The Board has granted a 100 percent evaluation for the veteran's service-connected panic disorder with agoraphobia, effective from January 14, 1999. The disability causes total occupational and nearly total social impairment.
The deciding factor: The veteran's panic disorder with agoraphobia results in total occupational impairment due to his inability to work outside of his home and travel more than a few miles from it.
- Claimed conditions
- panic disorder with agoraphobia
- How they argued it
- Direct service connection
- Exposure basis
- None
- Rating assigned
- 50%
- Decision date
- December 7, 2006
- Citation
- 0638049
This is a plain-language summary generated by AI from a public Board of Veterans’ Appeals decision. It can contain errors — always verify against the original. Look up the original decision on VA.gov (opens in a new tab) using citation 0638049.
What this means for you
A grant means the Board agreed the veteran was entitled to the benefit. Decisions like this show the kind of evidence and arguments that tend to succeed for claims like it.
What you can do next
Related decisions
Other Board decisions on a similar condition or argued the same way.
- Denied
The Board denied an increased rating for major depressive disorder and panic disorder with agoraphobia, finding that the Veteran's symptoms did not meet the criteria for a disability rating in excess of 50 percent.
- Granted
The Board granted service connection for panic disorder with agoraphobia and generalized anxiety disorder, finding that the Veteran's mental disorder began during his active service and is caused by in-service events.
- Granted
The Board granted a 70 percent rating for the Veteran's panic disorder with agoraphobia, finding that the symptoms more closely approximated those required for this rating.
- Remanded (sent back)
The Board remands the claim for an acquired psychiatric disorder to obtain a more adequate medical opinion regarding its etiology.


(Work request):
Go through the records and copy each line where the string "Price" occurs.

(Provided entries):
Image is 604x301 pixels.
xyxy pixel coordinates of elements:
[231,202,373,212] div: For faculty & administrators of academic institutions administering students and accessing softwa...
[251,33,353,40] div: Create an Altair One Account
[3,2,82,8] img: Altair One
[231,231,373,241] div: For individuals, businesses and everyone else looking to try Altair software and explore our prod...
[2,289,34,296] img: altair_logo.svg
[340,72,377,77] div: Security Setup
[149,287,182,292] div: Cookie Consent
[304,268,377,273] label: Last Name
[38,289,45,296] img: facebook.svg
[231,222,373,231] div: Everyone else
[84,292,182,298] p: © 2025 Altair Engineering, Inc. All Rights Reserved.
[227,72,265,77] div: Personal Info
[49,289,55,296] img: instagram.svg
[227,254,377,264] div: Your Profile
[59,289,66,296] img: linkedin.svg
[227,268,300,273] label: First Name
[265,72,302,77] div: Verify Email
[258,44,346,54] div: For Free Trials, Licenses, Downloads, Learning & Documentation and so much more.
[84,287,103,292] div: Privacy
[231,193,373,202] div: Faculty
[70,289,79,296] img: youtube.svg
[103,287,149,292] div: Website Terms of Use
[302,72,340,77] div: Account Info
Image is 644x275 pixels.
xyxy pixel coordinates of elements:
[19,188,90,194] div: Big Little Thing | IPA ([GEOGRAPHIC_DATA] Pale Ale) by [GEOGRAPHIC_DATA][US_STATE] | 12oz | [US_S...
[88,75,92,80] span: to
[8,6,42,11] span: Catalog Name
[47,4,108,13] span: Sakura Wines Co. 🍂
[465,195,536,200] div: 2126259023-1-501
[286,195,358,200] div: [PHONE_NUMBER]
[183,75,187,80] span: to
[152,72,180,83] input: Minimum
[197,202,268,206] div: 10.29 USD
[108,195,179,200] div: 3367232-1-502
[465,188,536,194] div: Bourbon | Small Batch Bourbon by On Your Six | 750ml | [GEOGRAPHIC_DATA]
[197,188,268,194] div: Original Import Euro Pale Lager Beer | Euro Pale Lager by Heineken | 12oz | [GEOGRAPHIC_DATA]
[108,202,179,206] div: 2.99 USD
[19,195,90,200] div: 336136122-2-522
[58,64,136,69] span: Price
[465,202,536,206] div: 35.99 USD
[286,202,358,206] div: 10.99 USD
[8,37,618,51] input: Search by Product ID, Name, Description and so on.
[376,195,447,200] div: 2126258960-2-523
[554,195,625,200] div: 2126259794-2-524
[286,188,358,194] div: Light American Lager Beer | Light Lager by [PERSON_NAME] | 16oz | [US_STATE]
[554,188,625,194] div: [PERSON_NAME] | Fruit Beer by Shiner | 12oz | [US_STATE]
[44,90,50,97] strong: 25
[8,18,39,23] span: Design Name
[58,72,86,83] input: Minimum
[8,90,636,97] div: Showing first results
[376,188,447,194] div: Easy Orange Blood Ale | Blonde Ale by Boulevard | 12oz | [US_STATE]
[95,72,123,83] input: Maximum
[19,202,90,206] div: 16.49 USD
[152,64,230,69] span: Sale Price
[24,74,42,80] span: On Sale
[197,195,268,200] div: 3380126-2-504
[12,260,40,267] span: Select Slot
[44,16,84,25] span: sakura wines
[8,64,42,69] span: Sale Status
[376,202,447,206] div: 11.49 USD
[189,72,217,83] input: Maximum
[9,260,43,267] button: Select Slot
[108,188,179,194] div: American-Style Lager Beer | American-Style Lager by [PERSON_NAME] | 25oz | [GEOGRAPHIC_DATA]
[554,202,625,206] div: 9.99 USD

(Task answer):
[58,64,136,69] span: Price
[152,64,230,69] span: Sale Price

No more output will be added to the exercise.